Jones wins county judge in a rout; two local races head to runoff as Kerr County splits with state on Senate
Jones led 5,904 to 3,262 — 64.4% to 35.6% — with 15 of 20 precincts reporting, a margin so consistent across absentee, early and election-day ballots that it amounted to a countywide mandate.
Tom Jones swept to victory in the Kerr County Judge race Tuesday, his dominant 28-point margin over James “Jack” Stewart the defining result of a primary night that will also send two local races to a May runoff — while Kerr County voters bucked the statewide trend in the U.S. Senate race, backing Ken Paxton heavily even as John Cornyn held his statewide lead.
Jones led 5,904 to 3,262 — 64.4% to 35.6% — with 15 of 20 precincts reporting, a margin so consistent across absentee, early and election-day ballots that it amounted to a countywide mandate. The race had been the most-watched contest on the Kerr County ballot, and Jones answered with a performance that was never seriously in doubt after the first returns dropped.
The contrast with the commissioner races could not have been sharper.
In Precinct 1, no candidate came close to the 50% needed to avoid a runoff. Clay Lambert led with 33%, Brenda Hughes trailed at 31.7%, and Wayne Uecker — who surged on election-day ballots throughout the night — finished at 29%. Lambert and Hughes will advance to a May runoff, with Uecker’s voters potentially decisive in the outcome.
The County Court-at-Law race was similarly headed to a runoff, with Robert Hunter Moose leading a five-candidate field at 41.1%. Brett Ferguson, at 23.4%, appeared positioned to advance as the second-place finisher.
Don Harris won a convincing victory in Justice of the Peace Precinct 4 with 53.2% in a four-candidate field. His win carries significance beyond his own race: by leaving the Commissioners Court for the JP bench, he vacates the Precinct 4 seat that Guy “Bubba” Walters won Tuesday night with 55.6% over Randy Murphy. Walters will most likely succeed Harris on the court. Rich Paces held off Mike Allen in Precinct 2, 52.4% to 47.6%, in a race that stayed close all night.
On the statewide ballot, Kerr County showed its conservative character clearly in the U.S. Senate race — backing Paxton even as the incumbent senator led statewide. Cornyn finished with 42.7% statewide to Paxton’s 40.3%, neither clearing the 50% threshold needed to avoid a runoff. The two will meet again in May.
In the 21st Congressional District, Mark Teixeira won convincingly with 61.3% in a 12-candidate field — a performance that cleared the runoff threshold with room to spare. Teixeira will face Democrat Dr. Kristin Hook in November in the race to succeed Chip Roy, who vacated the seat to run for attorney general. Roy finished second in that race statewide at 31.1%, trailing Mayes Middleton’s 40.1%. Neither Middleton nor Roy cleared 50%, setting up a May runoff for the office Paxton once held.
The one statewide race that produced an outright winner was comptroller, where Don Huffines — backed by former President Donald Trump — captured 57.3% statewide, avoiding a runoff against a fractured field that included Kelly Hancock at 23.3% and Christi Craddick at 15.7%.
All local results remain unofficial pending canvass.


» **Your goal**:
Please return all lines from the records below that include the string "turnout".

(Provided information begins)

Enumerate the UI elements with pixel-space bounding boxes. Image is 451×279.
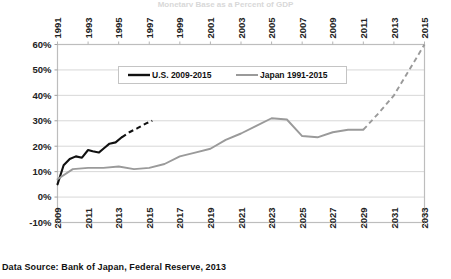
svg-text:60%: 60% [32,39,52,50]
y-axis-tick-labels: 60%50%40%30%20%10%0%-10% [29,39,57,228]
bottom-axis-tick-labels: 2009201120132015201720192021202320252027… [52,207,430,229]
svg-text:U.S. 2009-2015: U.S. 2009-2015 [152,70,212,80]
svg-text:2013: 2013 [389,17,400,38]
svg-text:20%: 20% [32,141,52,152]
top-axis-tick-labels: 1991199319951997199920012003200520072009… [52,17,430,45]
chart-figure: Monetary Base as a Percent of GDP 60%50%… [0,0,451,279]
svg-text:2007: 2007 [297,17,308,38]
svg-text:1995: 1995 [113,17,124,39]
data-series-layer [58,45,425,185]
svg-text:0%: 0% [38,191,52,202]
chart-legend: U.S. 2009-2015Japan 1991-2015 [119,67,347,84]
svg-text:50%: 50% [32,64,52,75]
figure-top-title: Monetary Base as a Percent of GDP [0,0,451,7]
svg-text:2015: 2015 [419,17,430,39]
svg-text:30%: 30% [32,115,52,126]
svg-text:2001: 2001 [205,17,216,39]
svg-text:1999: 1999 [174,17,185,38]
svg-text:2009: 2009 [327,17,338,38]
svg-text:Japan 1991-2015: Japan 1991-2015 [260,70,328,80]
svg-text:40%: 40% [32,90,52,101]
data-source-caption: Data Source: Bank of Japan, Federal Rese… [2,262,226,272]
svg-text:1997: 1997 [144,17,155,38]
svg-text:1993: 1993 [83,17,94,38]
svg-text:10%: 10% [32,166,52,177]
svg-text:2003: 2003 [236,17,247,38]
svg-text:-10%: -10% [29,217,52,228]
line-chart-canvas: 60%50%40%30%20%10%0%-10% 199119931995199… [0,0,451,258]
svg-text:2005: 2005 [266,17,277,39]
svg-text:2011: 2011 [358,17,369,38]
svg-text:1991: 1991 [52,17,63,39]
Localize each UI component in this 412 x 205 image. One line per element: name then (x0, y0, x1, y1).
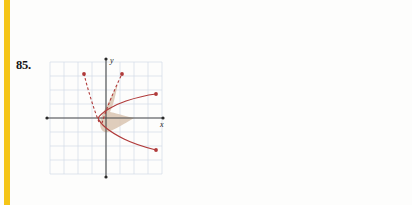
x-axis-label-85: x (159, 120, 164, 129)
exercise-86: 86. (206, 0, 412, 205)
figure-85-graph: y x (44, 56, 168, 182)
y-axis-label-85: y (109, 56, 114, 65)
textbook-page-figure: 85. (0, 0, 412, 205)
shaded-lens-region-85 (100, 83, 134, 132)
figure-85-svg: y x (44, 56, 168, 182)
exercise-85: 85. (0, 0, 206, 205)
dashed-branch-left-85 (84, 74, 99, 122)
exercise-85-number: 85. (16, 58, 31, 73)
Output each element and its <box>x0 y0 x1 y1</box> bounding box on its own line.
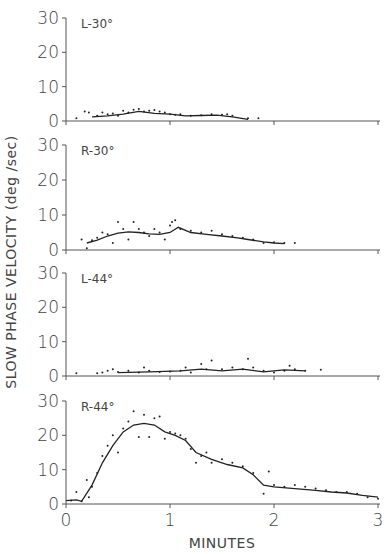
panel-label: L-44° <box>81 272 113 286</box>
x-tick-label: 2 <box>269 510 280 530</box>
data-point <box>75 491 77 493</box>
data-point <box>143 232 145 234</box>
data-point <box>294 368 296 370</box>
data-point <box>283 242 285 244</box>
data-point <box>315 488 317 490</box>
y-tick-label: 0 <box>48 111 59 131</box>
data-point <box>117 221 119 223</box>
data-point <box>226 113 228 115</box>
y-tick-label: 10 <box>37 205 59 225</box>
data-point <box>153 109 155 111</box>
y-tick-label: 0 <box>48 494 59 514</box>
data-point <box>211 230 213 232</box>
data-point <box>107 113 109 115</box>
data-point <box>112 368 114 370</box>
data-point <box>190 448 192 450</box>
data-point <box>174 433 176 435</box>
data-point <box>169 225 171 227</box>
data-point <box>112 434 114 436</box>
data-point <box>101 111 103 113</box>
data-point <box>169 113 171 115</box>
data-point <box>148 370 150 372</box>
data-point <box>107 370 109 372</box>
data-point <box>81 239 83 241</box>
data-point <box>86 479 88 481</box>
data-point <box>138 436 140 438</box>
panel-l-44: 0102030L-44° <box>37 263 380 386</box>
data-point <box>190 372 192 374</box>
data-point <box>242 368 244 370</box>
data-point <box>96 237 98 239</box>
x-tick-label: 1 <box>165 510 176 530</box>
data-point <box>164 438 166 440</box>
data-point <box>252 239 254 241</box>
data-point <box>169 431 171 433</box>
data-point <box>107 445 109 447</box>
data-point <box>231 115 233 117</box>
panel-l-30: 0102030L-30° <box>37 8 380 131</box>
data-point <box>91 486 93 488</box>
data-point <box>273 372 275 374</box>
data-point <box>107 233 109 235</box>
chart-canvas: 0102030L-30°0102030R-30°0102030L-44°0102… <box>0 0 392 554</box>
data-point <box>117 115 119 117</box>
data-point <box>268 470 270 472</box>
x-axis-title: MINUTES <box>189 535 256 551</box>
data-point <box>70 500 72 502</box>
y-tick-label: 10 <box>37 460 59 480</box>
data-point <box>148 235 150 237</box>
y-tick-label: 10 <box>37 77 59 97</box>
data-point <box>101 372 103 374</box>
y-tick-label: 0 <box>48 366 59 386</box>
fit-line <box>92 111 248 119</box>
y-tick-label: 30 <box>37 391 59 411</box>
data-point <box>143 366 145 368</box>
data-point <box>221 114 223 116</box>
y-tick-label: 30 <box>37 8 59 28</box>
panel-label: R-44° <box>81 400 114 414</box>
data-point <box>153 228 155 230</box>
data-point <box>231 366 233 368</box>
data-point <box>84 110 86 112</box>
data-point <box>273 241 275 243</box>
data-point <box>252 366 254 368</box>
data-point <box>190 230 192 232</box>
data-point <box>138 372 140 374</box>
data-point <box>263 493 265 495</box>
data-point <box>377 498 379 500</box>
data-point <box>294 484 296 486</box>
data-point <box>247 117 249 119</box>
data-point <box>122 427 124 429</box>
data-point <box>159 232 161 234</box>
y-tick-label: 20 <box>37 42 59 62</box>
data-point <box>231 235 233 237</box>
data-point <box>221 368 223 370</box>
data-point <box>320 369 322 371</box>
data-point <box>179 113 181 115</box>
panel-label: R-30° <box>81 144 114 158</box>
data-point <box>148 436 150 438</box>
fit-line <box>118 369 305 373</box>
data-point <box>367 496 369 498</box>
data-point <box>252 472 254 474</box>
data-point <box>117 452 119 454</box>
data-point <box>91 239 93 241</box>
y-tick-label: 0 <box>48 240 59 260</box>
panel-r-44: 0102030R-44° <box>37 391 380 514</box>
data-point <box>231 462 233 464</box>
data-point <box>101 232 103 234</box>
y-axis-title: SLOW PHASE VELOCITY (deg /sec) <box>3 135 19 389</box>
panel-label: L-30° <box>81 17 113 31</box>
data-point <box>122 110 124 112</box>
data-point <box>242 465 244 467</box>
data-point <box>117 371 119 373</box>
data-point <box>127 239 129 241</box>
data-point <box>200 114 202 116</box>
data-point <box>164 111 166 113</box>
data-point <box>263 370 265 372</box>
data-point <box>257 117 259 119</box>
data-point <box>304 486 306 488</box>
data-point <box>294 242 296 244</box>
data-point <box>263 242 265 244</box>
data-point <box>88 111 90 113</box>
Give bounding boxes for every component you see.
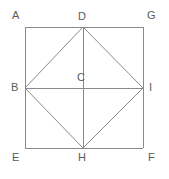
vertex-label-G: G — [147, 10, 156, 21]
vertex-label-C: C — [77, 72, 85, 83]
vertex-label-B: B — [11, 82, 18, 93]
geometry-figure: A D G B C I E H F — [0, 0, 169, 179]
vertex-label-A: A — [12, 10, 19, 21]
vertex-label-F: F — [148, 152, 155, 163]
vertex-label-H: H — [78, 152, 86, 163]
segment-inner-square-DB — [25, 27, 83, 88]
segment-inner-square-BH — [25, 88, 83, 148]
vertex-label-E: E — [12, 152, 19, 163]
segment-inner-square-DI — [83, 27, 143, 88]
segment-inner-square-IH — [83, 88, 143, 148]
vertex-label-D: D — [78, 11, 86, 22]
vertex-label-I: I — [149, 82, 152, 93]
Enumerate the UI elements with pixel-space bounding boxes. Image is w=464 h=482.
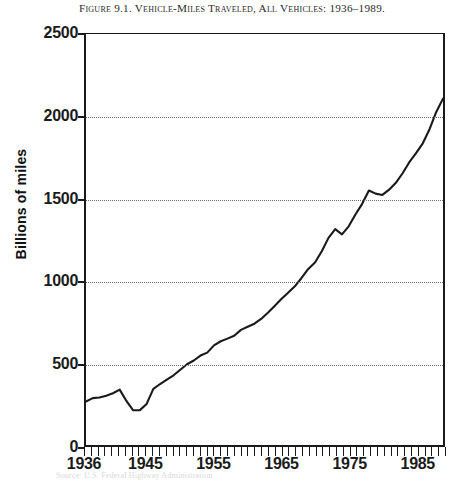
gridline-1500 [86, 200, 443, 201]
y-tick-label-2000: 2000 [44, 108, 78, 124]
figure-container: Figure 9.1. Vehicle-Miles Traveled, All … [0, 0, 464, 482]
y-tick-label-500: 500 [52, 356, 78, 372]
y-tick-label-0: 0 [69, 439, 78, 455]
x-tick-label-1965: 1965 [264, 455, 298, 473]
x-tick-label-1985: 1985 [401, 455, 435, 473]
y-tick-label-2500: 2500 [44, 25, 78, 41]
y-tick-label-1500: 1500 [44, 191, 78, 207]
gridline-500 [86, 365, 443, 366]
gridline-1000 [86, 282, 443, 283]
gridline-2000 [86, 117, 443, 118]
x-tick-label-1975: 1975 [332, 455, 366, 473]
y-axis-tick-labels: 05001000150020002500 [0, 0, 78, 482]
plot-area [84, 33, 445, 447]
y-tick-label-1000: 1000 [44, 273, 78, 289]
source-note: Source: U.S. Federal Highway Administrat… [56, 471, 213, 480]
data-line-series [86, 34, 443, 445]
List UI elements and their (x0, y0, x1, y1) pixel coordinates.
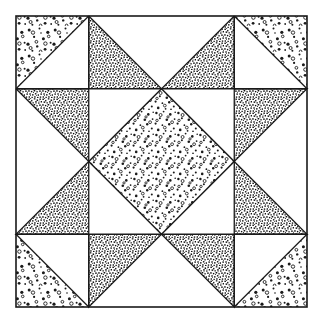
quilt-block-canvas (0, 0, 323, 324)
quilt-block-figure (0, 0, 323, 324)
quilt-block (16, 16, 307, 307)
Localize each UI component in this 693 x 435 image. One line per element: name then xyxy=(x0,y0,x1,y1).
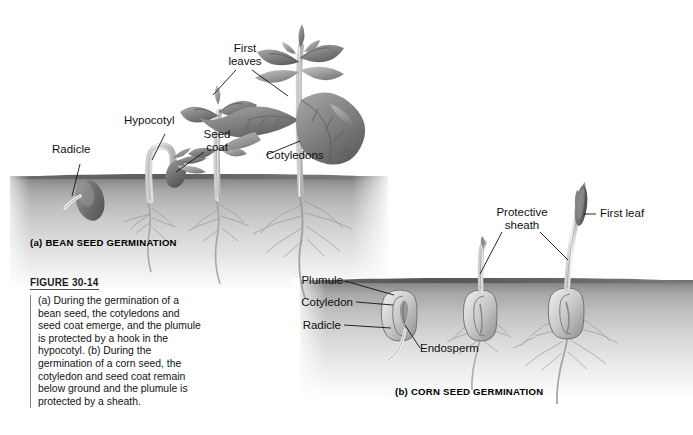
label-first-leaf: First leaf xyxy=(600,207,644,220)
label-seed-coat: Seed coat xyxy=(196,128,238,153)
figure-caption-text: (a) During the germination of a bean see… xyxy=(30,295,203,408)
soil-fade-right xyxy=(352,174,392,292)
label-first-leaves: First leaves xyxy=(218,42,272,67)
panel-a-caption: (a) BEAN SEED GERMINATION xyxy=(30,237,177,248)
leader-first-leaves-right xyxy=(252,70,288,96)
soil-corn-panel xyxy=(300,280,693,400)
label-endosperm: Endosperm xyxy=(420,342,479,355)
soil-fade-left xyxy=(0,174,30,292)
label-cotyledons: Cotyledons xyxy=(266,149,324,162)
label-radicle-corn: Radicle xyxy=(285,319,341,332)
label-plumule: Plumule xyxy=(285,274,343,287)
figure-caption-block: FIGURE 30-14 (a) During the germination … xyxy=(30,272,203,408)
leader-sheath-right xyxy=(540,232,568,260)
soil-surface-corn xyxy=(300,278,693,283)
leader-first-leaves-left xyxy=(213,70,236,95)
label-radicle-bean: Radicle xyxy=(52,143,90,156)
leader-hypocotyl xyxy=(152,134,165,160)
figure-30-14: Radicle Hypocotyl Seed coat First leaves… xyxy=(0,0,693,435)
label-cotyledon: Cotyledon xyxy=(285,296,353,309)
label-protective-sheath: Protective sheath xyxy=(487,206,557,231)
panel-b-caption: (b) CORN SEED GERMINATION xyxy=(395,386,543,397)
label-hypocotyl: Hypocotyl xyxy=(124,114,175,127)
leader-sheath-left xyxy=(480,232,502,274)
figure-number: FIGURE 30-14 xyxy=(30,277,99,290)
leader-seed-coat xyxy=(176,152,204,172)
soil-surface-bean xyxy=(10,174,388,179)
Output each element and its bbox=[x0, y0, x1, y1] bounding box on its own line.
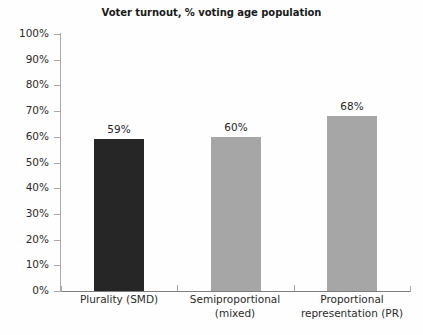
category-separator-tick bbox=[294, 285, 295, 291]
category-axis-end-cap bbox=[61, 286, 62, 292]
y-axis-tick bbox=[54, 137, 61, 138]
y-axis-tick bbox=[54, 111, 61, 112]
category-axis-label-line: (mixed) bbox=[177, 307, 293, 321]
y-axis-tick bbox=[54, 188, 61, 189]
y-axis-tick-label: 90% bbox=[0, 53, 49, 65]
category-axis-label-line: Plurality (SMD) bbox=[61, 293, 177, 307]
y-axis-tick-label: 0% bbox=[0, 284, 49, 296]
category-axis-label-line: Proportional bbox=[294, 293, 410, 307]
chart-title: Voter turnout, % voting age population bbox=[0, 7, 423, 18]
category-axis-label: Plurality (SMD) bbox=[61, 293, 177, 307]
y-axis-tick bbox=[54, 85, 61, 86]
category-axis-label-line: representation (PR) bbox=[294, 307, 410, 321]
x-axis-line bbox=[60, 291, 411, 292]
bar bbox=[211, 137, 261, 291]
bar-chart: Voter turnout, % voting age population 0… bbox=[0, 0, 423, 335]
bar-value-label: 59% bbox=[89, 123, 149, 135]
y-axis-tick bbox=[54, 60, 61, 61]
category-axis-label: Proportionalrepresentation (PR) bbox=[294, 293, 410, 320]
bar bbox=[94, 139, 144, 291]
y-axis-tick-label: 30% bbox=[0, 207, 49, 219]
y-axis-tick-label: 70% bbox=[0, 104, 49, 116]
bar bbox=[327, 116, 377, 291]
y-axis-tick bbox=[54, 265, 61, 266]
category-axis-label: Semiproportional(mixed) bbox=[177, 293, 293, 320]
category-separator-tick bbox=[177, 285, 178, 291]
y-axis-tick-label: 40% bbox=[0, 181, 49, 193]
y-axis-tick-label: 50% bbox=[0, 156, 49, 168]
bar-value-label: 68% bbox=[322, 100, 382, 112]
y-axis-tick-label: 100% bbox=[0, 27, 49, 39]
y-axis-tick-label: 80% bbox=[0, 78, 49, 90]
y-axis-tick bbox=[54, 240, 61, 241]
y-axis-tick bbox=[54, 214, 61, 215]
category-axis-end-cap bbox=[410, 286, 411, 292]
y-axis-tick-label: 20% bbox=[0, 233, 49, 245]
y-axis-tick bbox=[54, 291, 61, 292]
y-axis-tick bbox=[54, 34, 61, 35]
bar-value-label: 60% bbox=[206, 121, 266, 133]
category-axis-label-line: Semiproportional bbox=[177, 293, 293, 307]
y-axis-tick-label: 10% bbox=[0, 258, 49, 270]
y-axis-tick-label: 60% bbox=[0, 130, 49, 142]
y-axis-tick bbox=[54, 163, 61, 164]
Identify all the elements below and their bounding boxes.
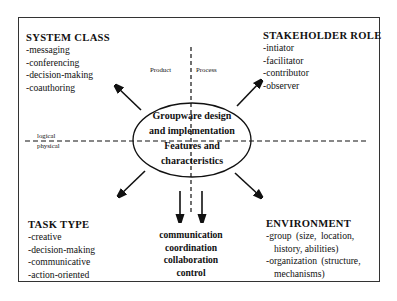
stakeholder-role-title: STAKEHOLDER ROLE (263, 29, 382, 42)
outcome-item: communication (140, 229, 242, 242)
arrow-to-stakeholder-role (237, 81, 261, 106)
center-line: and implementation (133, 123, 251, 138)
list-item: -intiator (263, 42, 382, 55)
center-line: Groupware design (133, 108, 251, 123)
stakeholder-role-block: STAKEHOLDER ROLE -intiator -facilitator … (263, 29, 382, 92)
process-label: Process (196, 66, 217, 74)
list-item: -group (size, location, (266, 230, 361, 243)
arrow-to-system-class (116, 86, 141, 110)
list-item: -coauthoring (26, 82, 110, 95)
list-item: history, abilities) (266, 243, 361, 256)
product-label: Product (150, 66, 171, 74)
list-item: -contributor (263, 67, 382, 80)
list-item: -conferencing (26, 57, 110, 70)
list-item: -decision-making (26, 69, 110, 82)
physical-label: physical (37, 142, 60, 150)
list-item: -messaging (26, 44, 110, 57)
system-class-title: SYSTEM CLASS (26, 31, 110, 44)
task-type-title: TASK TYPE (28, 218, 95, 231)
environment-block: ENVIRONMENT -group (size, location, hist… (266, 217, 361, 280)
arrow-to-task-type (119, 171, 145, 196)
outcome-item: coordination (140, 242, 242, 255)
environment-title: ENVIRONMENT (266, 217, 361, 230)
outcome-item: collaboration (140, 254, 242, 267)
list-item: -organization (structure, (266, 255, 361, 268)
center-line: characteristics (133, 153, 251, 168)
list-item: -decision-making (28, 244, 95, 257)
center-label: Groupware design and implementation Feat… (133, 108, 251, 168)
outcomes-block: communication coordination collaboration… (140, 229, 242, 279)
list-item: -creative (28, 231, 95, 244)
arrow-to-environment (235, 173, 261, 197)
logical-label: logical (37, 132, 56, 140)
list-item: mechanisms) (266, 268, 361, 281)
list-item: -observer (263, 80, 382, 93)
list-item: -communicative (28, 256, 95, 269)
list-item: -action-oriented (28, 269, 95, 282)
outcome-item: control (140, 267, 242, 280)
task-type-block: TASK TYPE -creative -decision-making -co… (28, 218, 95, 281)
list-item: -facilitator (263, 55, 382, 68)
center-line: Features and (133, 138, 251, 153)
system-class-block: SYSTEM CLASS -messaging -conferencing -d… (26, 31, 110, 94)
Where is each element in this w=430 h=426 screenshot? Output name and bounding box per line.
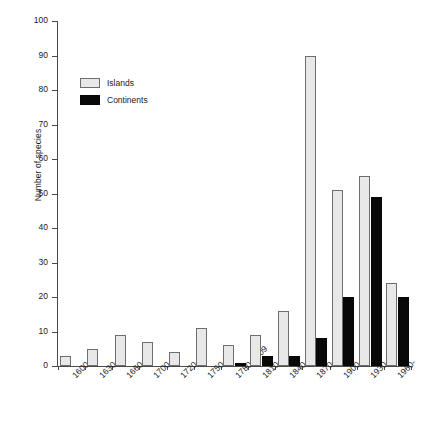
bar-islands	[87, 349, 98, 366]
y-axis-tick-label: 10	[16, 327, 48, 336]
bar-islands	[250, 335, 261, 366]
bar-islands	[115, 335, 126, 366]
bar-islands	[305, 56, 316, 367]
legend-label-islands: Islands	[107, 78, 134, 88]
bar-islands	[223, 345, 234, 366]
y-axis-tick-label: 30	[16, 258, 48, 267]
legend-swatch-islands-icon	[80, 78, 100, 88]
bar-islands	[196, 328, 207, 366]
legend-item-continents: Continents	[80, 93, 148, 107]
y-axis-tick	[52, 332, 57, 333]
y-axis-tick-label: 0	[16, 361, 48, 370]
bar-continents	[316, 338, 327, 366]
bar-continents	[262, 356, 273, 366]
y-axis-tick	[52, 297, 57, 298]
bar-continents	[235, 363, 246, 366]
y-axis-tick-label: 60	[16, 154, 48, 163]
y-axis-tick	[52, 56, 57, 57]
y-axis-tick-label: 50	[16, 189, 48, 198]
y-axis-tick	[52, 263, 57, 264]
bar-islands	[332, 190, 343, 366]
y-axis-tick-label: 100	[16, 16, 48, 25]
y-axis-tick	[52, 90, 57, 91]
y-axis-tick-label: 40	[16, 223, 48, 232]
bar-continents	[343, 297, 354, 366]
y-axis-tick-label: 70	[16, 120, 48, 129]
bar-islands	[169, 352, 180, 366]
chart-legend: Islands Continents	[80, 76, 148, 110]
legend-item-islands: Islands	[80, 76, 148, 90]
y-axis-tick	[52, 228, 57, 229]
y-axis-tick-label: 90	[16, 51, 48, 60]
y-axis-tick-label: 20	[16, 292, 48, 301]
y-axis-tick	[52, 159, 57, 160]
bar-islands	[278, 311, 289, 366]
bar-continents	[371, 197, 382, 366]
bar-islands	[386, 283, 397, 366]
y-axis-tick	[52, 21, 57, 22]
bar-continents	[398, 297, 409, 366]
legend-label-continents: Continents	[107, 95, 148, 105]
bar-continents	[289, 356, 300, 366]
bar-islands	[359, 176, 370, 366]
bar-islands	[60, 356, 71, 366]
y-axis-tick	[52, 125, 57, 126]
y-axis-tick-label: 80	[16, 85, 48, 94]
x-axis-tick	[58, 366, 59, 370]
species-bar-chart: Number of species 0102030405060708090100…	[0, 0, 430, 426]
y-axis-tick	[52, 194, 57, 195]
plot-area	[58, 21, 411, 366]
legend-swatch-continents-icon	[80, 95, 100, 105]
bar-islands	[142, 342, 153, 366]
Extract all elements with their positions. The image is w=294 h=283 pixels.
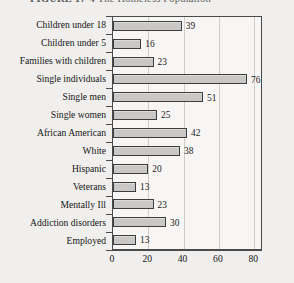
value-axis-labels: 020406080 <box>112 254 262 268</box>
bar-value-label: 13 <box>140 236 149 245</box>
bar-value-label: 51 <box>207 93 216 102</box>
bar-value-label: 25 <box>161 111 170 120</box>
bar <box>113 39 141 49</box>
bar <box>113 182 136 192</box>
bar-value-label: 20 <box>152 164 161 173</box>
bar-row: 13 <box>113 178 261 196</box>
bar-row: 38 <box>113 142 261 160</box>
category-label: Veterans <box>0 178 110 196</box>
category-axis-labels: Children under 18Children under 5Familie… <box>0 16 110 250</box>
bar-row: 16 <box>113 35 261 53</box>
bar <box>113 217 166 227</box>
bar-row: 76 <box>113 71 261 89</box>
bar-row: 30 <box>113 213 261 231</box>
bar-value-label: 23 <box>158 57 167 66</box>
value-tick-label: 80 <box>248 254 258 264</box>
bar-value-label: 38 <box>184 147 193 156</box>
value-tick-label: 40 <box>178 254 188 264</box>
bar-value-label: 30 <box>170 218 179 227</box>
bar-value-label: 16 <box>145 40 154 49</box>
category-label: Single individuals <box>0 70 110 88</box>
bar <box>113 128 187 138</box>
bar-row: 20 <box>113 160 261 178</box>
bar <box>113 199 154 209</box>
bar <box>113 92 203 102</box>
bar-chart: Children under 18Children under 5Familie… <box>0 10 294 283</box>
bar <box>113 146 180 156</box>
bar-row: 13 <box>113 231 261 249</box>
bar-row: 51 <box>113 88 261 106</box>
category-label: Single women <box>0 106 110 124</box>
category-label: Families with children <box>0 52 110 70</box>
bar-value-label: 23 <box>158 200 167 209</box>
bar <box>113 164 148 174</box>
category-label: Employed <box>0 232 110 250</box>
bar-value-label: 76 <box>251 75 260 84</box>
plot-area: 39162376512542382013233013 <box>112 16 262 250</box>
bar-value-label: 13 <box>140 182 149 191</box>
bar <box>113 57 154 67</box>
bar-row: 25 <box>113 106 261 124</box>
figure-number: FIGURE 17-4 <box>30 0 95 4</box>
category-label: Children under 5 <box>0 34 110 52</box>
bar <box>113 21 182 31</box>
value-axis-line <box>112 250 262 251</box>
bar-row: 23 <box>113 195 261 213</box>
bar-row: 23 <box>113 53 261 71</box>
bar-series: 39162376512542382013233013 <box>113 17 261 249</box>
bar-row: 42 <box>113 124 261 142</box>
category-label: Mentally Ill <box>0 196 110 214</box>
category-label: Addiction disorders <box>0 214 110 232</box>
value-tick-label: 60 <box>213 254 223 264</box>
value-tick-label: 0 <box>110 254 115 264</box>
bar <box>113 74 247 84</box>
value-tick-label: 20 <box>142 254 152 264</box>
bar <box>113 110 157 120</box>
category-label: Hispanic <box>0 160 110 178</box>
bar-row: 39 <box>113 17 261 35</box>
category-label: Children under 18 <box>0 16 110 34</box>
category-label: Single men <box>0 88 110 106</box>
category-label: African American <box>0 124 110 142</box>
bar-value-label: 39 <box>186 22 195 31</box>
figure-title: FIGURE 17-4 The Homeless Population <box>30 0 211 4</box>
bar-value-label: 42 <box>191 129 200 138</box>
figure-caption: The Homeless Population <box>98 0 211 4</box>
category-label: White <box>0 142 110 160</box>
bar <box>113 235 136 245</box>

(Provided information ends)

» **Response to this task**:
chart-title: Voter turnout, % voting age population bbox=[0, 7, 423, 18]
bar-chart: Voter turnout, % voting age population 0… bbox=[0, 0, 423, 335]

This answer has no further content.